Talent is overrated. It also creates unrealistic expectations for aspiring individuals of all ages and ability levels. It’s time that we stop using this toxic word.

Boston Marathon The starting line of the 2014 Boston Marathon. Credit: Stephan Savoia/AP

“He is so talented”, “We are looking for top talent”, “We’ve got to recognize and retain talent”, “She just received an offer from Google. She must be so talented!” How many of those have you seen in blogs, recruiter emails, and daily interactions with your friends and colleagues?

There is something creepy about how we connect one’s success to their talent without giving enough credit for hard work. Seeing things through the lens of talent creates a magical aura of being special and unreachable by mere mortals. It also creates divisiveness in organizations where having a specific job title, like “software engineer,” means that you are in the bucket of employees that can rip the benefits of being “talented,” more so than other job titles like “sales” or even “managers.” How often do you hear someone say “he is such a talented manager?”

Of course I am not saying that there is no such thing as talent. I think of talent as a measure of intellectual abilities (IQ, memory, and certain modes of thinking) that depend on brain features, and physical abilities (strength, agility, speed, and dexterity). Abilities can drive interests and, eventually, mastery of specific skills.

Undeveloped abilities and talents are worthless. A brilliant kid without direction won’t become a great engineer or the next chess world champion. The talented are always in danger of being overconfident. It’s a funny paradox: if you are gifted, you can maintain the facade of being competent by simply demonstrating things that regular Joes would consider borderline magical, when in reality you are just using your natural abilities to BS through life. Without proper discipline talents corrupt.

What’s more important than talent? I think it’s dedication, grit, and focus. No genuinely novel and difficult work can be accomplished by simply being gifted. Hard work is a grind where talent can certainly help but, more often than not, it could get in the way. Focusing on grit and discipline is better in the long-term and is less disaster prone than focusing on talent.

Another argument against fixating on talent is that brilliant people are, by definition, outliers. If your hiring pipeline is setup in such a way that it only targets gifted people then it will result in disappointments. As with most things, the amount of talent distribution resembles the bell curve with outliers on both sides: really dumb and really smart people. Don’t target the top 5%! This top percentile is the elusive “top talent pool.” Focus on getting the top 30%, then overlap them with the top 30% of hard workers, and you’ll get your high quality hires. If that doesn’t convince you, look at it from a different perspective: if most companies try to get the top 5% of gifted folks then it’s mathematically impossible for everyone to hire them. What makes you think that your company is the one to win at the top talent game? Are you the top 5% company?

Labeling somebody “talented” is really damaging to those who haven’t crossed the gap between being bad and being good at something. For some people, this gap small and for others it’s the size of The Grand Canyon. When you are just getting started, it’s mentally hard to see past the gap that’s in front of you. It’s even harder when you don’t have natural talent, but with enough work you can still be pretty good at something. That’s why a lot of people get discouraged and give up since they think that they will never be able to compete with the “most gifted.” To this I say “baloney!” Don’t give up just because you are not talented. There is plenty of room for hard workers out there.

This essay would be incomplete without mentioning the overlap between the top 5% talent and the top 5% of people with grit (maybe, it’s the top 1%—the specific number doesn’t matter here as much). Real magic happens as the result of this rare overlap. It’s the sweet spot where Olympians, principal engineers, inventors, and visionaries are created. To see those folks in action is fascinating and it’s even more fascinating to socialize with them. I’ve been privileged to talk and work with a few of them in the past and in each case it’s been a life-changing experience.

There is one surprising lesson that most of those outliers taught me. It’s counterintuitive but I really grew to appreciate it.

Hard work always trumps talent. Always.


The problem -
Leave no picture in, and give every entry again exactly.

------ Given information ------

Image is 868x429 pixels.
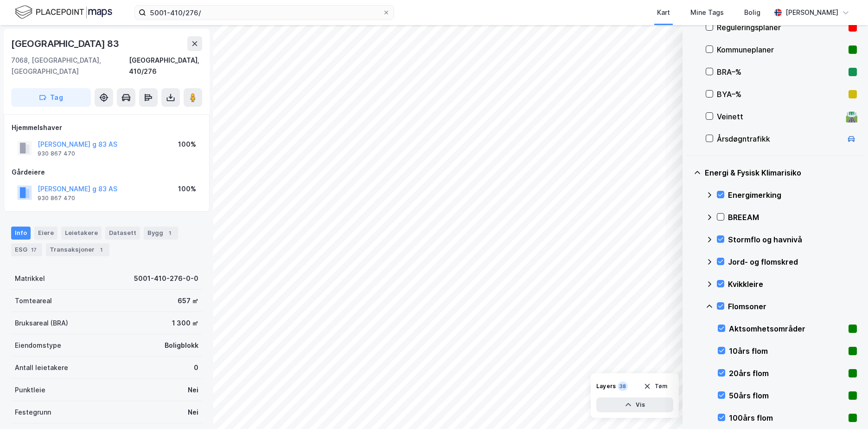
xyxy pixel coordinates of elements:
div: Energimerking [728,189,857,200]
div: Antall leietakere [15,362,68,373]
div: [GEOGRAPHIC_DATA], 410/276 [129,55,202,77]
button: Tøm [638,378,673,394]
div: Reguleringsplaner [717,22,845,33]
div: 100% [178,139,196,150]
div: Nei [188,407,199,418]
div: 10års flom [729,345,845,356]
div: Energi & Fysisk Klimarisiko [705,167,857,178]
div: Punktleie [15,384,45,396]
div: 50års flom [729,390,845,401]
div: 0 [194,362,199,373]
div: 7068, [GEOGRAPHIC_DATA], [GEOGRAPHIC_DATA] [11,55,129,77]
div: Kvikkleire [728,279,857,290]
div: Matrikkel [15,273,45,284]
div: BYA–% [717,89,845,100]
div: [PERSON_NAME] [785,7,838,18]
div: 657 ㎡ [177,295,199,306]
div: 930 867 470 [38,150,75,157]
div: Kart [657,7,670,18]
div: Info [11,226,31,239]
div: Stormflo og havnivå [728,234,857,245]
div: 5001-410-276-0-0 [134,273,199,284]
button: Vis [596,397,673,412]
div: Festegrunn [15,407,51,418]
div: Kommuneplaner [717,44,845,55]
div: 1 [96,245,106,254]
div: Jord- og flomskred [728,256,857,267]
button: Tag [11,88,91,107]
div: Årsdøgntrafikk [717,133,842,145]
div: Eiere [34,226,58,239]
div: Bygg [144,226,178,239]
div: 100års flom [729,412,845,423]
div: [GEOGRAPHIC_DATA] 83 [11,36,121,51]
div: Mine Tags [691,7,724,18]
div: 1 300 ㎡ [172,317,199,329]
div: Leietakere [61,226,102,239]
div: Bolig [744,7,761,18]
div: BREEAM [728,212,857,223]
img: logo.f888ab2527a4732fd821a326f86c7f29.svg [15,4,112,21]
div: Flomsoner [728,301,857,312]
iframe: Chat Widget [822,384,868,429]
div: 20års flom [729,367,845,378]
div: Veinett [717,111,842,122]
div: Gårdeiere [12,166,201,177]
div: 17 [29,245,39,254]
input: Søk på adresse, matrikkel, gårdeiere, leietakere eller personer [146,5,382,19]
div: Bruksareal (BRA) [15,317,68,329]
div: Transaksjoner [46,243,109,256]
div: ESG [11,243,42,256]
div: 1 [165,228,174,237]
div: 🛣️ [845,110,858,122]
div: 930 867 470 [38,195,75,202]
div: 100% [178,183,196,195]
div: Aktsomhetsområder [729,323,845,334]
div: Eiendomstype [15,340,61,351]
div: Hjemmelshaver [12,122,201,133]
div: BRA–% [717,66,845,78]
div: 38 [618,381,628,391]
div: Datasett [105,226,140,239]
div: Nei [188,384,199,396]
div: Boligblokk [164,340,199,351]
div: Tomteareal [15,295,52,306]
div: Layers [596,383,615,390]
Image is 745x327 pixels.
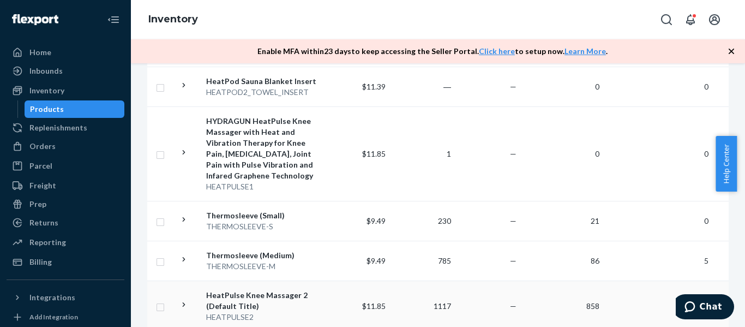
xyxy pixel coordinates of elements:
div: Freight [29,180,56,191]
div: Add Integration [29,312,78,321]
a: Prep [7,195,124,213]
span: 858 [582,301,604,310]
span: $11.85 [362,301,386,310]
button: Help Center [715,136,737,191]
button: Integrations [7,288,124,306]
a: Products [25,100,125,118]
div: Parcel [29,160,52,171]
a: Add Integration [7,310,124,323]
iframe: Opens a widget where you can chat to one of our agents [676,294,734,321]
button: Open notifications [679,9,701,31]
span: 0 [700,149,713,158]
div: Returns [29,217,58,228]
span: 21 [586,216,604,225]
span: — [510,82,516,91]
div: Reporting [29,237,66,248]
div: Home [29,47,51,58]
div: THERMOSLEEVE-M [206,261,320,272]
div: Products [30,104,64,115]
span: $11.39 [362,82,386,91]
span: 0 [700,216,713,225]
div: HEATPULSE2 [206,311,320,322]
a: Parcel [7,157,124,174]
img: Flexport logo [12,14,58,25]
a: Reporting [7,233,124,251]
a: Billing [7,253,124,270]
p: Enable MFA within 23 days to keep accessing the Seller Portal. to setup now. . [257,46,607,57]
button: Open account menu [703,9,725,31]
span: 0 [591,82,604,91]
a: Orders [7,137,124,155]
div: Inbounds [29,65,63,76]
a: Inbounds [7,62,124,80]
div: Inventory [29,85,64,96]
a: Click here [479,46,515,56]
td: ― [390,67,455,106]
a: Inventory [148,13,198,25]
div: Replenishments [29,122,87,133]
span: 0 [700,82,713,91]
span: — [510,301,516,310]
span: 5 [700,256,713,265]
a: Home [7,44,124,61]
span: 0 [591,149,604,158]
div: Orders [29,141,56,152]
span: 86 [586,256,604,265]
div: HEATPOD2_TOWEL_INSERT [206,87,320,98]
span: — [510,256,516,265]
button: Close Navigation [103,9,124,31]
span: — [510,216,516,225]
div: Integrations [29,292,75,303]
span: — [510,149,516,158]
a: Learn More [564,46,606,56]
td: 785 [390,240,455,280]
a: Replenishments [7,119,124,136]
div: Thermosleeve (Small) [206,210,320,221]
div: HYDRAGUN HeatPulse Knee Massager with Heat and Vibration Therapy for Knee Pain, [MEDICAL_DATA], J... [206,116,320,181]
a: Freight [7,177,124,194]
div: HeatPulse Knee Massager 2 (Default Title) [206,290,320,311]
a: Returns [7,214,124,231]
ol: breadcrumbs [140,4,207,35]
td: 230 [390,201,455,240]
span: $11.85 [362,149,386,158]
div: THERMOSLEEVE-S [206,221,320,232]
div: Thermosleeve (Medium) [206,250,320,261]
td: 1 [390,106,455,201]
span: $9.49 [366,216,386,225]
div: Billing [29,256,52,267]
span: $9.49 [366,256,386,265]
div: Prep [29,198,46,209]
a: Inventory [7,82,124,99]
div: HEATPULSE1 [206,181,320,192]
button: Open Search Box [655,9,677,31]
div: HeatPod Sauna Blanket Insert [206,76,320,87]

------

Solution for this problem -
Image is 868x429 pixels.
xyxy pixel coordinates of elements:
div: Energimerking [728,189,857,200]
div: Antall leietakere [15,362,68,373]
div: [GEOGRAPHIC_DATA], 410/276 [129,55,202,77]
button: Tøm [638,378,673,394]
div: Reguleringsplaner [717,22,845,33]
div: 100% [178,139,196,150]
div: Nei [188,407,199,418]
div: 10års flom [729,345,845,356]
div: Energi & Fysisk Klimarisiko [705,167,857,178]
div: Punktleie [15,384,45,396]
div: 50års flom [729,390,845,401]
div: 0 [194,362,199,373]
div: 7068, [GEOGRAPHIC_DATA], [GEOGRAPHIC_DATA] [11,55,129,77]
div: Kvikkleire [728,279,857,290]
div: Matrikkel [15,273,45,284]
div: BYA–% [717,89,845,100]
div: [PERSON_NAME] [785,7,838,18]
div: 657 ㎡ [177,295,199,306]
div: 930 867 470 [38,150,75,157]
div: Kart [657,7,670,18]
div: Info [11,226,31,239]
div: Stormflo og havnivå [728,234,857,245]
div: 5001-410-276-0-0 [134,273,199,284]
button: Vis [596,397,673,412]
div: Festegrunn [15,407,51,418]
div: Kommuneplaner [717,44,845,55]
div: 1 [96,245,106,254]
div: Jord- og flomskred [728,256,857,267]
button: Tag [11,88,91,107]
div: Årsdøgntrafikk [717,133,842,145]
div: Eiere [34,226,58,239]
div: Bygg [144,226,178,239]
div: 100års flom [729,412,845,423]
div: [GEOGRAPHIC_DATA] 83 [11,36,121,51]
div: Mine Tags [691,7,724,18]
div: 1 300 ㎡ [172,317,199,329]
div: Leietakere [61,226,102,239]
div: Bolig [744,7,761,18]
div: BREEAM [728,212,857,223]
img: logo.f888ab2527a4732fd821a326f86c7f29.svg [15,4,112,21]
div: Flomsoner [728,301,857,312]
iframe: Chat Widget [822,384,868,429]
div: 20års flom [729,367,845,378]
div: Veinett [717,111,842,122]
div: Gårdeiere [12,166,201,177]
div: 17 [29,245,39,254]
input: Søk på adresse, matrikkel, gårdeiere, leietakere eller personer [146,5,382,19]
div: Bruksareal (BRA) [15,317,68,329]
div: Transaksjoner [46,243,109,256]
div: ESG [11,243,42,256]
div: 1 [165,228,174,237]
div: 🛣️ [845,110,858,122]
div: 930 867 470 [38,195,75,202]
div: 100% [178,183,196,195]
div: Aktsomhetsområder [729,323,845,334]
div: Eiendomstype [15,340,61,351]
div: Hjemmelshaver [12,122,201,133]
div: BRA–% [717,66,845,78]
div: 38 [618,381,628,391]
div: Datasett [105,226,140,239]
div: Nei [188,384,199,396]
div: Boligblokk [164,340,199,351]
div: Tomteareal [15,295,52,306]
div: Layers [596,383,615,390]
Image is 745x327 pixels.
xyxy pixel coordinates of elements:
div: Freight [29,180,56,191]
div: Add Integration [29,312,78,321]
a: Prep [7,195,124,213]
span: 858 [582,301,604,310]
span: $11.85 [362,301,386,310]
button: Help Center [715,136,737,191]
button: Integrations [7,288,124,306]
a: Products [25,100,125,118]
div: Parcel [29,160,52,171]
a: Add Integration [7,310,124,323]
iframe: Opens a widget where you can chat to one of our agents [676,294,734,321]
button: Open notifications [679,9,701,31]
span: 0 [700,149,713,158]
div: Returns [29,217,58,228]
span: 21 [586,216,604,225]
span: — [510,82,516,91]
div: Reporting [29,237,66,248]
div: Home [29,47,51,58]
div: THERMOSLEEVE-M [206,261,320,272]
div: Products [30,104,64,115]
span: $11.39 [362,82,386,91]
span: 0 [700,216,713,225]
div: HEATPULSE2 [206,311,320,322]
a: Parcel [7,157,124,174]
img: Flexport logo [12,14,58,25]
a: Reporting [7,233,124,251]
a: Billing [7,253,124,270]
p: Enable MFA within 23 days to keep accessing the Seller Portal. to setup now. . [257,46,607,57]
button: Open account menu [703,9,725,31]
span: 0 [591,82,604,91]
a: Orders [7,137,124,155]
div: Inbounds [29,65,63,76]
a: Inbounds [7,62,124,80]
div: Inventory [29,85,64,96]
a: Click here [479,46,515,56]
td: ― [390,67,455,106]
a: Inventory [148,13,198,25]
div: Replenishments [29,122,87,133]
span: 0 [700,82,713,91]
span: — [510,301,516,310]
span: 5 [700,256,713,265]
a: Home [7,44,124,61]
span: 0 [591,149,604,158]
div: Orders [29,141,56,152]
span: 86 [586,256,604,265]
div: HEATPOD2_TOWEL_INSERT [206,87,320,98]
span: — [510,256,516,265]
button: Close Navigation [103,9,124,31]
span: — [510,216,516,225]
div: Integrations [29,292,75,303]
span: — [510,149,516,158]
a: Learn More [564,46,606,56]
td: 785 [390,240,455,280]
a: Replenishments [7,119,124,136]
div: Thermosleeve (Small) [206,210,320,221]
div: HYDRAGUN HeatPulse Knee Massager with Heat and Vibration Therapy for Knee Pain, [MEDICAL_DATA], J... [206,116,320,181]
a: Freight [7,177,124,194]
div: HeatPulse Knee Massager 2 (Default Title) [206,290,320,311]
a: Returns [7,214,124,231]
ol: breadcrumbs [140,4,207,35]
td: 230 [390,201,455,240]
span: $11.85 [362,149,386,158]
div: THERMOSLEEVE-S [206,221,320,232]
div: Thermosleeve (Medium) [206,250,320,261]
td: 1 [390,106,455,201]
span: $9.49 [366,216,386,225]
div: Billing [29,256,52,267]
span: $9.49 [366,256,386,265]
div: Prep [29,198,46,209]
a: Inventory [7,82,124,99]
div: HEATPULSE1 [206,181,320,192]
button: Open Search Box [655,9,677,31]
div: HeatPod Sauna Blanket Insert [206,76,320,87]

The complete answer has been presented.